It is true that if you have a number otherwise identical companies in perfect competition, it is moot to exhort individual companies to raise their moral standards. The companies who behave in an altruistic manner would swiftly be driven out of business as long as there is even one unscrupulous company. This is exactly why as consumers, we should not stop at exhorting companies to be good but to reward or punish them appropriately by applying or withholding our purchasing power. Our approval or disapproval (or Becker's, for that matter) of a company's practices is nugatory without being backed by exercising either our purchasing power (or more indirectly, through the legislations we push through with our voting power). Becker ends by saying "I am bothered only when managers, founders, or others in control of corporations that behave in a "socially responsible" manner try to pass the cost of behaving in this way on to others rather than bearing the costs themselves." Let's see...environmental degradation and child labor did not bother him. But altruistic behavior that does not fatten the bottom line does. "

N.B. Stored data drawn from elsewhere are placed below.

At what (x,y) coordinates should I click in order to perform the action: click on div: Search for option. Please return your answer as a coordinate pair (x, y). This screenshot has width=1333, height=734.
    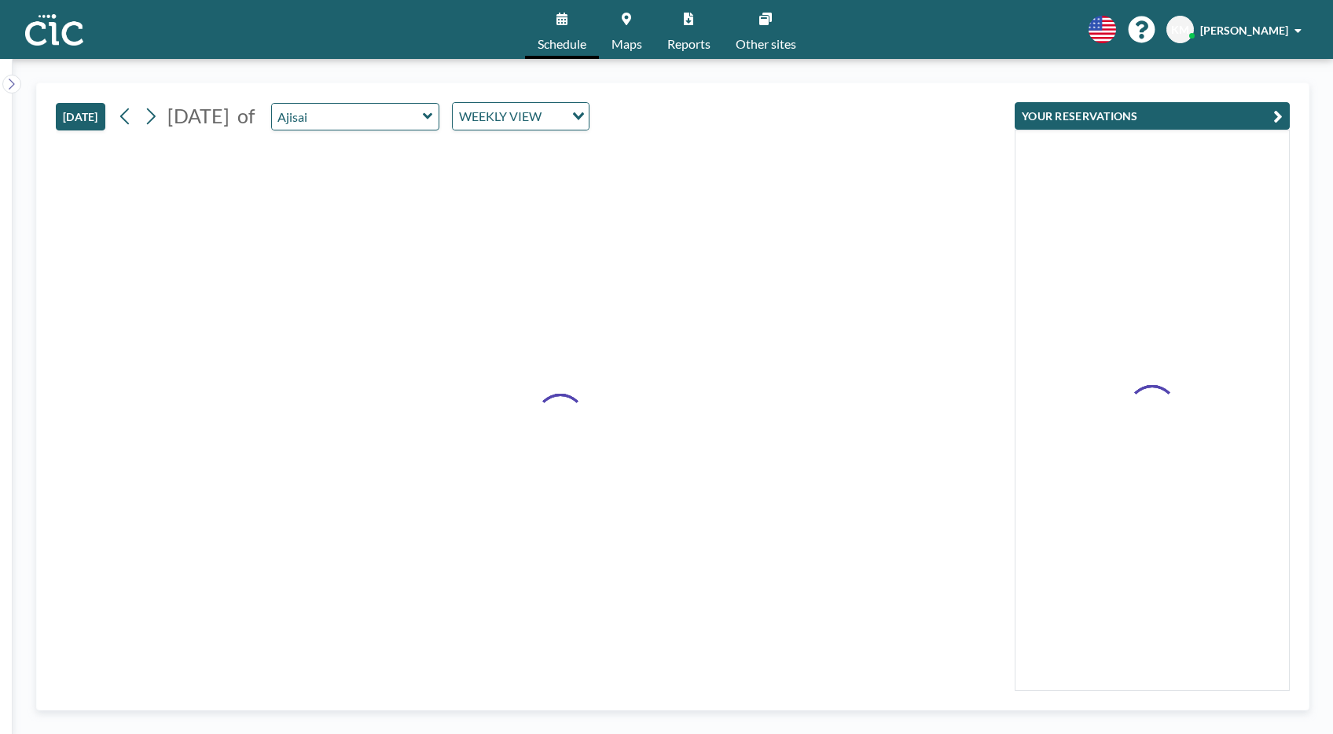
    Looking at the image, I should click on (520, 116).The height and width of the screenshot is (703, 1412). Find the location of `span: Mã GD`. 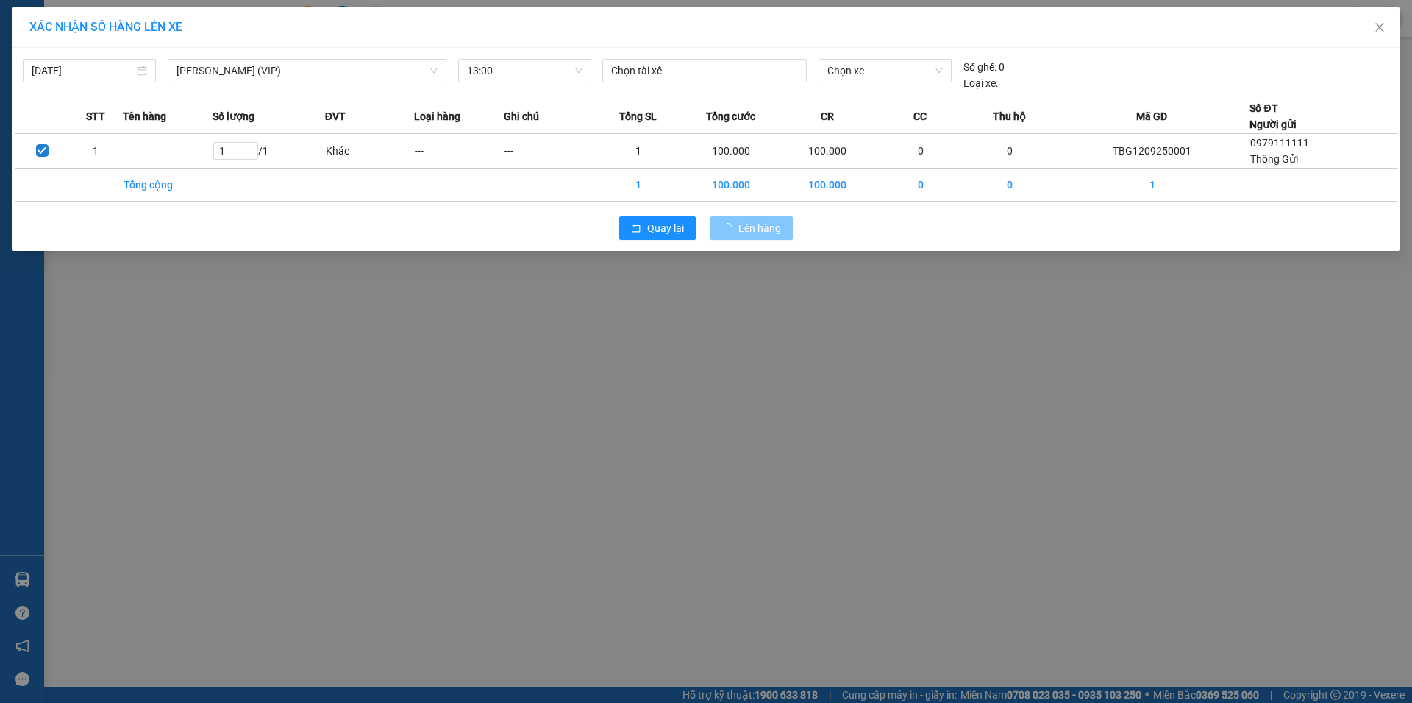

span: Mã GD is located at coordinates (1152, 116).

Even stranger is Becker's views on crime, as quoted by John Kay's very absorbing "The truth about Markets". I would write more on the book itself, but I am afraid that this blog is fast becoming "Angelica's periodic book review depository". Anyhow here's Becker in his Nobel lecture, as quoted by Kay(186):
In the early stages of my work on crime, I was puzzled by why theft is socially
harmful, since it appears merely to redistribute resources, usually from richer
to poorer individuals. I resolved the puzzle by pointing out that criminals
spend on weapons and on the value of their time in planning and carrying out
their crimes and that such spending is socially unproductive.
Yes...that must be why theft is frown upon...because it wastes the thief's precious time and gun-money. Implausability is not the word.